Fraser, I just appreciate what you do so much. Thank you for interviewing the most interesting people in the world so often. You're amazing man.

SirajFlorida
Автор

Extremely informative. Please stay connected with Dr Tisaev for future interviews. He is an extremely interesting person with the ability to communicate ideas very well. I would listen to any interview with him in the future.

judycarlsen
Автор

Absolutely fascinating. Wonderfully informing interview, with a very polite, very intelligent individual.
The future of space science has never looked so good 👍

Maccer
Автор

I love the doctor's enthusiasm and frasers excellent interviewing.

Jedward
Автор

Absolutely fascinating! Dr. Tisaev does a wonderful job making this topic understandable.

JW-mbtq
Автор

What an interesting interview. It was really detailed and fascinating. Thank you.

JulianMakes
Автор

Lately there is an overload on innovations, which is amazing, it seems they opened a can with innovations, not only in space, also in my job area. Exciting times. I'm happy to see these developments in my lifetime. Thanks, Mr. Cain for showing us these, how do you shift them for your videos? It's a huge job. Much appreciated.

CELEESST
Автор

Fraser asks the perfect question about the atmosphere changing due to solar activity. I wish this part of the interview had gone longer. I would like to ask how fast (giving past examples) can atmosphere change, and could it be so much that the satellite could not get higher fast enough.

alansnyder
Автор

02:00. In a way, this idea reminds me another type of theorical engine at a very different scale imagined decades ago: the Bussard Engine.
This one harvests (or breathe, to reuse your metaphor) with giants magnetic fiels the hydrogene in the interstellar medium to feed its fusion reactor. That's s science fiction for now, because it would require a giant magnetic field in front of the ship, extended on thousand kilometers if I remeber well, because the hydrogene is in very very small quantity in the void of space.

t.a.r.s
Автор

He was good. Well worth the time to watch.
🤘😎🤘

Starman_
Автор

The real challenge with this is getting the lifetime up, ionized nitrogen and oxygen are very reactive with basically everything it even eats teflon ( a favored electrical insulation for spacecraft wiring) not to mention cathode materials like barium. having an unlimited propellant supply doesn't help much if your thruster eats itself after few hundred hours and destroys half the wiring. Everyone hates on xenon but besides cost it really is the best ion propellant from performance and lifetime perspective.

orbitONhigh
Автор

Great idea. Interested, if you can use that for those aplications:

1) Fleet of smaller "refuelers", wich would scoop the materiel, and than return to its "mothership" to fuel it. That might help with the cost of interplanetary travel (most of the cost would be the "refuel starts" from the surface).


and/or

2) "Orbital space-tug" - big powered unmanned "satelite", wich would save fuel for bigger starships by accelerating them (or for incoming space-mined materiell, or even starships - deccelerating them) on specific vector and speed.

eventually

3) "Orbital sweeper" for clearing the orbital debrie from around the Earths orbit.

ultramarinus
Автор

Well done to Fraser for bringing up the concept of a Bussard Ramjet

williamstucke
Автор

I just listened to this interview on the soon to be offline Google Podcasts platform. And I come here just to comment that I love the humility and the honesty of your guest.

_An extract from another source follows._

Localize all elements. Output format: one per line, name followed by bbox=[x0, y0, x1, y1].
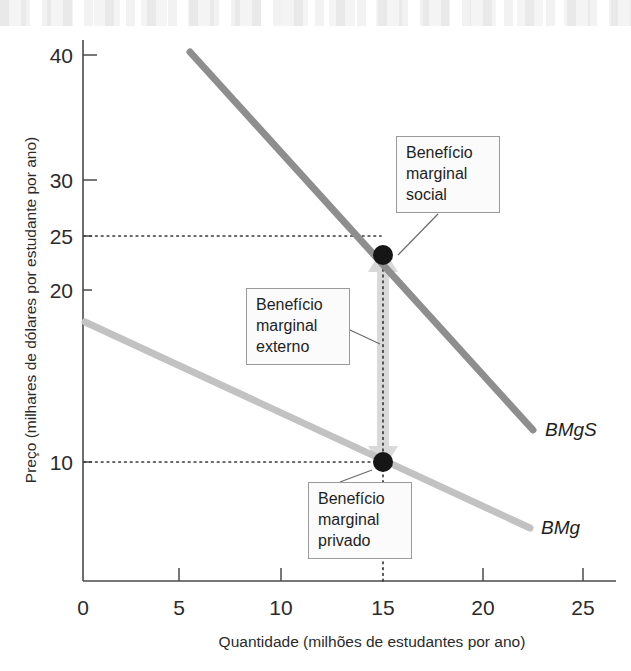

It's so refreshing these days to have someone let you know that they are smart enough to know that some people may know more than they do, and humble enough to say explicitly that they don't know something.

Everyone of your guests is a very smart, knowledgeable, and interesting person. But there is something in the way this one speaks that feels so fresh in this world of so called "strong men" who think every opinion they have is just Common Sense™️

RaidPanda
Автор

This is perhaps the best channel I wish I'd subscribed to over a decade ago.

Hoganply
Автор

Fascinating. Looking foreword to see how this research progresses.

This could be a game changer if we could find a way to sustain satellites at these lower orbits that allow for an ongoing primary fuel source while also providing decreased latency (and stronger signal?) along with natural quick space junk cleanup and thus greatly mitigating if not eliminating the consequences of accidental collisions.

adamsebastian
Автор

Thanks so much for creating and sharing this informative video. Great job. Keep it up.